Hey friend
You train a humanoid robot in a simulation for hundreds of hours. It learns to walk recover from pushes and even do some light parkour. Then you put that policy on the real robot… and it immediately falls over or walks like a drunk penguin.
This frustrating problem is called the Sim-to-Real Gap. It is one of the challenges in modern humanoid robotics.
In this article we will explore what causes the sim-to-real gap. We will also look at how the field’s trying to solve it. There are two approaches: better physics modeling and clever neural network compensation.
What Is the Sim-to-Real Gap?
The sim-to-real gap refers to the difference in behavior between a policy trained in simulation and its performance on the robot.
Even small differences can cause problems in highly dynamic systems like humanoids. Balance is tricky and contact forces change quickly.
Main Sources of the Sim-to-Real Gap
Here are the problems:
1. Physics Modeling Errors
- Inaccurate friction models ( static vs dynamic friction)
- Simplified contact dynamics (real foot-ground interaction is very complex)
- Motor modeling inaccuracies (torque limits, backlash, heating effects)
- Sensor noise and latency not properly modeled
- Flexible structural deformation (real robots bend slightly under load)
2. Actuator Differences
- Real motors have delays, saturation and non-linear behavior that simulators often simplify.
- Series Elastic Actuators and quasi-direct drive systems behave differently in reality than in simulation.
3. Environmental Variations
- Slight changes in floor friction, temperature or wear on foot soles.
- Unmodeled disturbances like air currents or cable drag.
- Two Main Approaches to Bridge the Gap
- Approach 1: Improve Physics Modeling
- This approach believes we should make the simulator as accurate as possible.
Techniques include:
- System identification (carefully measuring robot parameters)
- High-fidelity contact models
- Adding noise and randomization during training (Domain Randomization)
- Modeling actuator dynamics more accurately
Pros: More interpretable, grounded in physics.
Cons: difficult to get perfect. Some real-world effects are nearly impossible to model
Approach 2: Neural Network Compensation
This is currently the most successful strategy.
Of trying to make simulation perfect we accept that there will always be a gap. We train the network to compensate for it.
Popular techniques:
- Domain Randomization During training randomize physics parameters (friction, mass, motor strength, latency, etc.) so the policy becomes robust to variation.
- Residual Learning, Train a network to output corrections on top of a base controller.
- System Identification + Adaptation Have the policy continuously estimate real-world parameters and adapt online.
- Imitation + RL Fine-tuning First imitate human or high-quality simulation data, then fine-tune with real-world data.
- Diffusion Policies & Generative Models These have shown surprisingly good sim-to-real transfer because they learn distributions rather than single deterministic behaviors.
Many of the successful recent humanoid projects rely heavily on massive domain randomization combined with residual policies or adaptation layers.
Current Best Practice
The effective strategy today is a hybrid:
- Build the physics simulator you can.
- Apply domain randomization during training.
- Use networks to learn compensatory behaviors.
- Perform fine-tuning on the real robot.
- Add safety layers as a fallback.
This combination has enabled robots to go from ” walking” in simulation to “reasonably robust” on real hardware.
My Personal Take
The sim-to-real gap is a humbling reminder that the real world’s complex. No matter how good our simulators get there will always be effects.
I believe the winning approach for the few years will be physics-aware neural networks. These models understand the underlying physics while still having the flexibility to compensate for real-world imperfections through learning.
We have come a way, from the days when people tried to make simulators perfectly accurate. Today the smartest teams accept the gap exists and focus on building policies that’re robust despite the gap.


**What the task asks:**
Copy out each line of the entries below in which the string "Relatório" appears.

___ Supplied material

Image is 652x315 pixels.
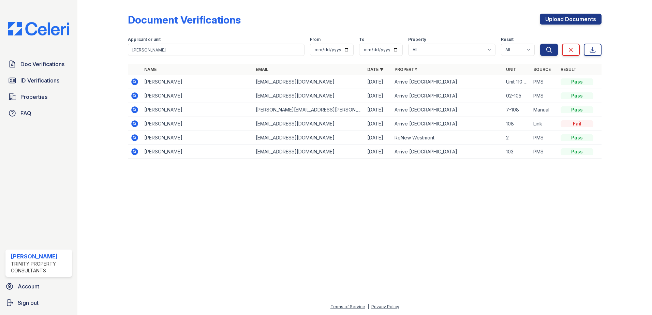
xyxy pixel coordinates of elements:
[141,75,253,89] td: [PERSON_NAME]
[408,37,426,42] label: Property
[141,145,253,159] td: [PERSON_NAME]
[540,14,601,25] a: Upload Documents
[392,145,503,159] td: Arrive [GEOGRAPHIC_DATA]
[128,44,304,56] input: Search by name, email, or unit number
[5,90,72,104] a: Properties
[364,75,392,89] td: [DATE]
[253,89,364,103] td: [EMAIL_ADDRESS][DOMAIN_NAME]
[3,280,75,293] a: Account
[530,131,558,145] td: PMS
[253,103,364,117] td: [PERSON_NAME][EMAIL_ADDRESS][PERSON_NAME][DOMAIN_NAME]
[560,78,593,85] div: Pass
[392,117,503,131] td: Arrive [GEOGRAPHIC_DATA]
[18,282,39,290] span: Account
[11,260,69,274] div: Trinity Property Consultants
[144,67,156,72] a: Name
[20,109,31,117] span: FAQ
[18,299,39,307] span: Sign out
[392,75,503,89] td: Arrive [GEOGRAPHIC_DATA]
[560,148,593,155] div: Pass
[392,131,503,145] td: ReNew Westmont
[364,103,392,117] td: [DATE]
[503,103,530,117] td: 7-108
[533,67,551,72] a: Source
[141,103,253,117] td: [PERSON_NAME]
[253,75,364,89] td: [EMAIL_ADDRESS][DOMAIN_NAME]
[503,75,530,89] td: Unit 110 Building 4
[364,145,392,159] td: [DATE]
[364,131,392,145] td: [DATE]
[503,145,530,159] td: 103
[310,37,320,42] label: From
[371,304,399,309] a: Privacy Policy
[367,67,383,72] a: Date ▼
[253,145,364,159] td: [EMAIL_ADDRESS][DOMAIN_NAME]
[5,57,72,71] a: Doc Verifications
[5,74,72,87] a: ID Verifications
[392,103,503,117] td: Arrive [GEOGRAPHIC_DATA]
[364,89,392,103] td: [DATE]
[359,37,364,42] label: To
[560,92,593,99] div: Pass
[20,93,47,101] span: Properties
[128,14,241,26] div: Document Verifications
[506,67,516,72] a: Unit
[560,120,593,127] div: Fail
[501,37,513,42] label: Result
[394,67,417,72] a: Property
[141,131,253,145] td: [PERSON_NAME]
[364,117,392,131] td: [DATE]
[128,37,161,42] label: Applicant or unit
[330,304,365,309] a: Terms of Service
[560,134,593,141] div: Pass
[530,89,558,103] td: PMS
[530,117,558,131] td: Link
[253,131,364,145] td: [EMAIL_ADDRESS][DOMAIN_NAME]
[560,106,593,113] div: Pass
[5,106,72,120] a: FAQ
[253,117,364,131] td: [EMAIL_ADDRESS][DOMAIN_NAME]
[530,103,558,117] td: Manual
[503,117,530,131] td: 108
[560,67,576,72] a: Result
[530,145,558,159] td: PMS
[3,296,75,310] a: Sign out
[141,89,253,103] td: [PERSON_NAME]
[367,304,369,309] div: |
[3,22,75,35] img: CE_Logo_Blue-a8612792a0a2168367f1c8372b55b34899dd931a85d93a1a3d3e32e68fde9ad4.png
[20,60,64,68] span: Doc Verifications
[11,252,69,260] div: [PERSON_NAME]
[530,75,558,89] td: PMS
[141,117,253,131] td: [PERSON_NAME]
[503,89,530,103] td: 02-105
[503,131,530,145] td: 2
[392,89,503,103] td: Arrive [GEOGRAPHIC_DATA]
[20,76,59,85] span: ID Verifications
[256,67,268,72] a: Email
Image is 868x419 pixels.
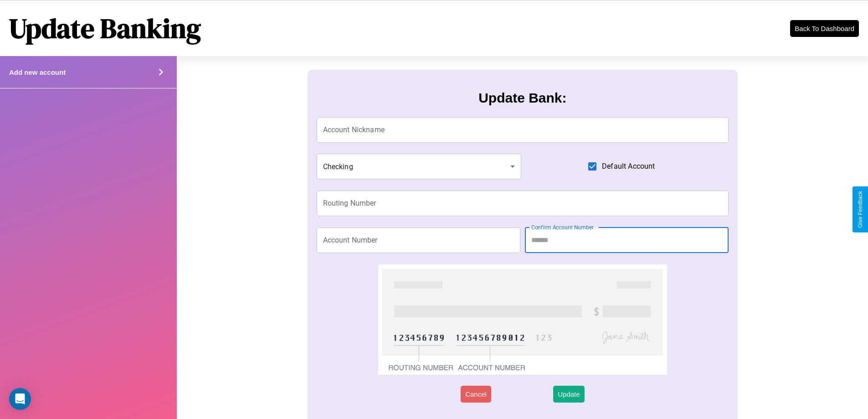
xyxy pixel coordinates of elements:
[9,10,201,47] h1: Update Banking
[9,69,65,76] h4: Add new account
[553,386,584,402] button: Update
[790,20,859,37] button: Back To Dashboard
[531,224,594,231] label: Confirm Account Number
[9,388,31,409] div: Open Intercom Messenger
[857,191,864,228] div: Give Feedback
[479,90,566,106] h3: Update Bank:
[461,386,491,402] button: Cancel
[316,154,521,179] div: Checking
[378,265,667,375] img: check
[602,161,655,172] span: Default Account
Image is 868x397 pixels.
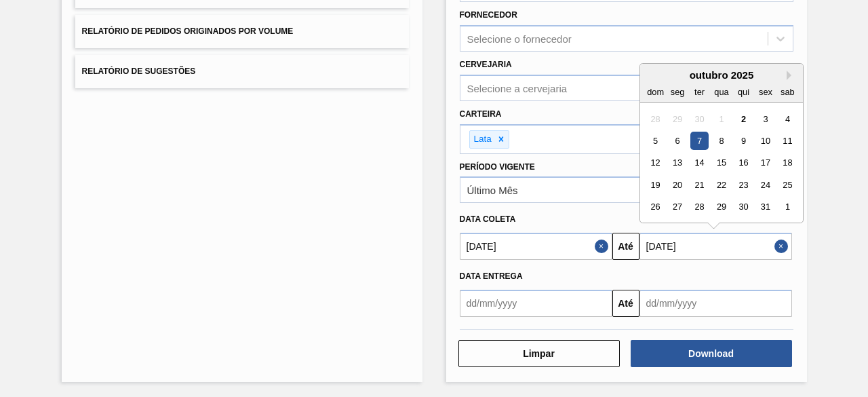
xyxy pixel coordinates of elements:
div: Selecione o fornecedor [467,33,571,45]
div: Choose quinta-feira, 30 de outubro de 2025 [733,198,752,217]
div: dom [646,83,665,101]
div: sex [756,83,775,101]
div: ter [689,83,708,101]
div: Último Mês [467,185,519,196]
div: Choose quarta-feira, 29 de outubro de 2025 [712,198,731,217]
div: Choose segunda-feira, 13 de outubro de 2025 [668,154,687,173]
div: Choose sexta-feira, 24 de outubro de 2025 [756,176,775,194]
div: Choose quarta-feira, 8 de outubro de 2025 [712,131,731,150]
div: Choose sexta-feira, 17 de outubro de 2025 [756,154,775,173]
div: qui [733,83,752,101]
label: Cervejaria [460,60,512,70]
div: Choose segunda-feira, 6 de outubro de 2025 [668,131,687,150]
button: Close [775,232,792,260]
button: Download [630,340,792,367]
div: Choose domingo, 5 de outubro de 2025 [646,131,665,150]
label: Carteira [460,109,502,119]
div: Lata [470,131,494,148]
div: Choose quinta-feira, 23 de outubro de 2025 [733,176,752,194]
div: Choose domingo, 19 de outubro de 2025 [646,176,665,194]
button: Limpar [459,340,620,367]
div: Choose sexta-feira, 31 de outubro de 2025 [756,198,775,217]
div: Choose terça-feira, 7 de outubro de 2025 [689,131,708,150]
button: Até [613,232,639,260]
div: Choose domingo, 26 de outubro de 2025 [646,198,665,217]
label: Fornecedor [460,11,518,19]
div: Not available segunda-feira, 29 de setembro de 2025 [668,110,687,129]
div: Choose sábado, 25 de outubro de 2025 [778,176,796,194]
div: Selecione a cervejaria [467,82,568,93]
div: Choose quarta-feira, 15 de outubro de 2025 [712,154,731,173]
div: Choose terça-feira, 21 de outubro de 2025 [689,176,708,194]
div: Choose sexta-feira, 3 de outubro de 2025 [756,110,775,129]
div: Choose segunda-feira, 27 de outubro de 2025 [668,198,687,217]
div: Choose quinta-feira, 9 de outubro de 2025 [733,131,752,150]
input: dd/mm/yyyy [639,290,792,317]
div: Not available terça-feira, 30 de setembro de 2025 [689,110,708,129]
button: Close [595,232,613,260]
span: Relatório de Pedidos Originados por Volume [82,26,294,36]
input: dd/mm/yyyy [460,232,613,260]
div: Choose sábado, 18 de outubro de 2025 [778,154,796,173]
div: Choose domingo, 12 de outubro de 2025 [646,154,665,173]
div: outubro 2025 [640,70,803,81]
div: Not available quarta-feira, 1 de outubro de 2025 [712,110,731,129]
span: Data coleta [460,214,516,224]
div: Not available domingo, 28 de setembro de 2025 [646,110,665,129]
div: Choose quarta-feira, 22 de outubro de 2025 [712,176,731,194]
button: Next Month [787,70,796,80]
label: Período Vigente [460,162,535,172]
span: Data entrega [460,271,523,281]
button: Relatório de Pedidos Originados por Volume [76,15,408,48]
div: Choose quinta-feira, 16 de outubro de 2025 [733,154,752,173]
div: Choose terça-feira, 14 de outubro de 2025 [689,154,708,173]
div: Choose sábado, 11 de outubro de 2025 [778,131,796,150]
div: qua [712,83,731,101]
div: Choose segunda-feira, 20 de outubro de 2025 [668,176,687,194]
span: Relatório de Sugestões [82,66,196,76]
div: Choose quinta-feira, 2 de outubro de 2025 [733,110,752,129]
div: seg [668,83,687,101]
div: Choose sábado, 1 de novembro de 2025 [778,198,796,217]
div: Choose terça-feira, 28 de outubro de 2025 [689,198,708,217]
input: dd/mm/yyyy [639,232,792,260]
button: Até [613,290,639,317]
div: sab [778,83,796,101]
button: Relatório de Sugestões [76,55,408,88]
div: Choose sábado, 4 de outubro de 2025 [778,110,796,129]
div: Choose sexta-feira, 10 de outubro de 2025 [756,131,775,150]
div: month 2025-10 [644,107,798,217]
input: dd/mm/yyyy [460,290,613,317]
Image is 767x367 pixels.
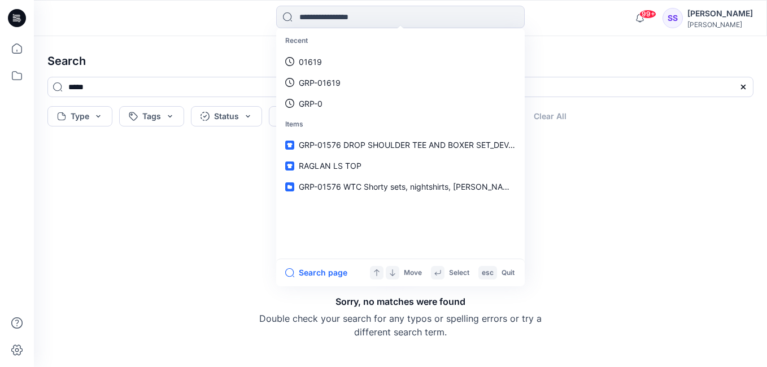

______

**Output of the exercise:**
span: Relatório de Pedidos Originados por Volume [82,26,294,36]
button: Relatório de Pedidos Originados por Volume [76,15,408,48]
span: Relatório de Sugestões [82,66,196,76]
button: Relatório de Sugestões [76,55,408,88]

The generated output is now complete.